For all its bluntness, nothing like ‘The Public-Use Observatory’ exists elsewhere in the world. Its accuracy and sheer invincibility make it the subject of papers in circles both cosmological and architectural. It is a private property and the little necessary maintenance is arranged by an anonymous patron. The only acknowledgement or dedication to be found is inscribed on the ground near the entryway. It says: ‘THIS IS IT.’’
A confession, reader:
‘I’ve been writing the entries as far back as August.”
Not much difference.
Alice guides me now, Shitholes re-writing itself or falling apart in the bottom of my pack. Her pick in the speedometer takes me to ‘The Public-Use Observatory’ and I follow, feeling freer for putting myself in her command.

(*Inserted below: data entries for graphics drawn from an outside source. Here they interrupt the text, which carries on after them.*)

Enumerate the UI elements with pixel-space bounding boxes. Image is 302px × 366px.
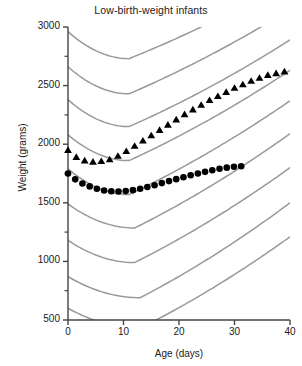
data-point-triangle (139, 137, 147, 144)
data-point-triangle (156, 126, 164, 133)
data-point-triangle (222, 88, 230, 95)
data-point-circle (108, 188, 115, 195)
data-point-triangle (256, 74, 264, 81)
circle-series (65, 163, 245, 195)
chart-figure: Low-birth-weight infants Weight (grams) … (0, 0, 302, 366)
data-point-circle (94, 185, 101, 192)
reference-curves-group (68, 0, 290, 328)
percentile-curve-9 (68, 237, 290, 328)
data-point-circle (166, 178, 173, 185)
data-point-triangle (264, 71, 272, 78)
percentile-curve-2 (68, 9, 290, 93)
data-point-circle (238, 163, 245, 170)
triangle-series (64, 68, 288, 165)
data-point-triangle (122, 147, 130, 154)
data-point-circle (180, 174, 187, 181)
data-point-triangle (189, 106, 197, 113)
caption-strip (0, 360, 302, 366)
data-point-circle (72, 176, 79, 183)
data-point-triangle (272, 70, 280, 77)
data-point-circle (209, 167, 216, 174)
data-point-triangle (131, 142, 139, 149)
data-point-triangle (281, 68, 289, 75)
data-point-circle (79, 180, 86, 187)
data-point-circle (195, 170, 202, 177)
data-point-circle (187, 172, 194, 179)
data-point-circle (223, 164, 230, 171)
percentile-curve-7 (68, 168, 290, 263)
data-point-circle (216, 166, 223, 173)
data-point-triangle (97, 157, 105, 164)
percentile-curve-4 (68, 70, 290, 160)
data-point-triangle (231, 84, 239, 91)
data-point-circle (202, 169, 209, 176)
data-point-triangle (81, 157, 89, 164)
data-point-circle (137, 185, 144, 192)
data-point-triangle (239, 81, 247, 88)
data-point-triangle (181, 111, 189, 118)
percentile-curve-8 (68, 203, 290, 298)
data-point-circle (101, 187, 108, 194)
plot-area (0, 0, 302, 366)
data-point-circle (65, 170, 72, 177)
data-point-triangle (172, 116, 180, 123)
data-point-circle (144, 184, 151, 191)
data-point-triangle (72, 153, 80, 160)
data-point-triangle (197, 101, 205, 108)
data-point-circle (122, 188, 129, 195)
data-point-triangle (64, 146, 72, 153)
data-point-triangle (147, 132, 155, 139)
data-point-triangle (206, 96, 214, 103)
data-point-circle (159, 180, 166, 187)
data-point-circle (231, 164, 238, 171)
data-point-triangle (114, 152, 122, 159)
reference-curves-clipped (68, 0, 290, 328)
data-point-triangle (247, 77, 255, 84)
data-point-triangle (89, 158, 97, 165)
data-point-circle (173, 176, 180, 183)
data-point-circle (115, 188, 122, 195)
data-point-circle (151, 182, 158, 189)
data-point-circle (86, 183, 93, 190)
data-point-triangle (164, 121, 172, 128)
data-point-circle (130, 187, 137, 194)
data-point-triangle (214, 92, 222, 99)
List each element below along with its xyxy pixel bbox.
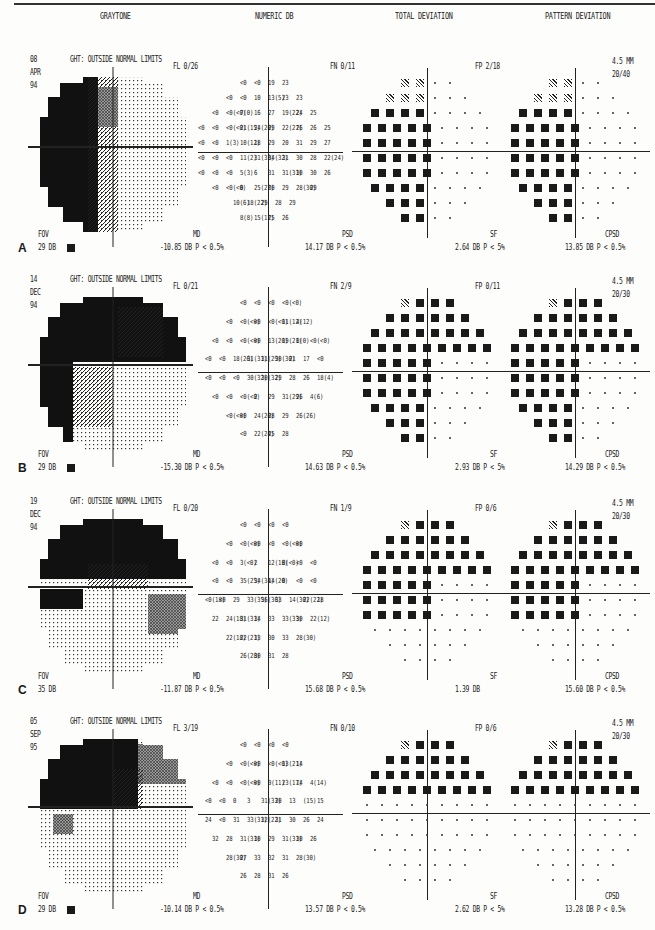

She, in turn, has become a gracious navigator, no longer pointing generally but signaling turns and off-ramps and reminding me to stop when my eyes are blurring with the length of the road.
There is a moment’s hesitation in the hand of the boothman when we turn into ‘The Observatory’ and I wonder if he reads my constellation blindness and pities me for trying. Absurd, yes. I can see the stars as well as anyone. For all the man knows I could be in the game for any celestial body. The gates raises, eventually, and I park. I stretch my fingers and examine my palms.
On the right, Orion in blue pen.
On the left, the Big Dipper in red.
“Foolproof,” said a friendly woman in a café, “These two are the easiest to see.”
That was months ago and I’ve gone over the little dots each night to preserve them, to memorize them, and, on a superstitious level, to encourage them to seep into my skin. People have recognized the patterns since and that’s only served to bolster me. I, a vampire of self-regard, steal into the night with their encouragements.
‘The Public-Use Observatory’ is a cold, echoing place, largely windowless and seemingly devoid of life. The caged lights in the mezzanine make the various informational signs difficult to read, but I learn from them the necessary crank rotations for aiming at and focusing on the foolproof constellations. Armed with this knowledge (having literally penned the coordinates on my wrists), I climb the stairs to the telescope and fail for an hour to see anything but the familiar pin-prick chaos of our universe.
A dab of hand-sanitizer does away with the scribbles on my palms, making a purple mess of my fingers. I pull a sheet of paper from the ground to wipe my hands- a tattered sign that lost its grip on the door.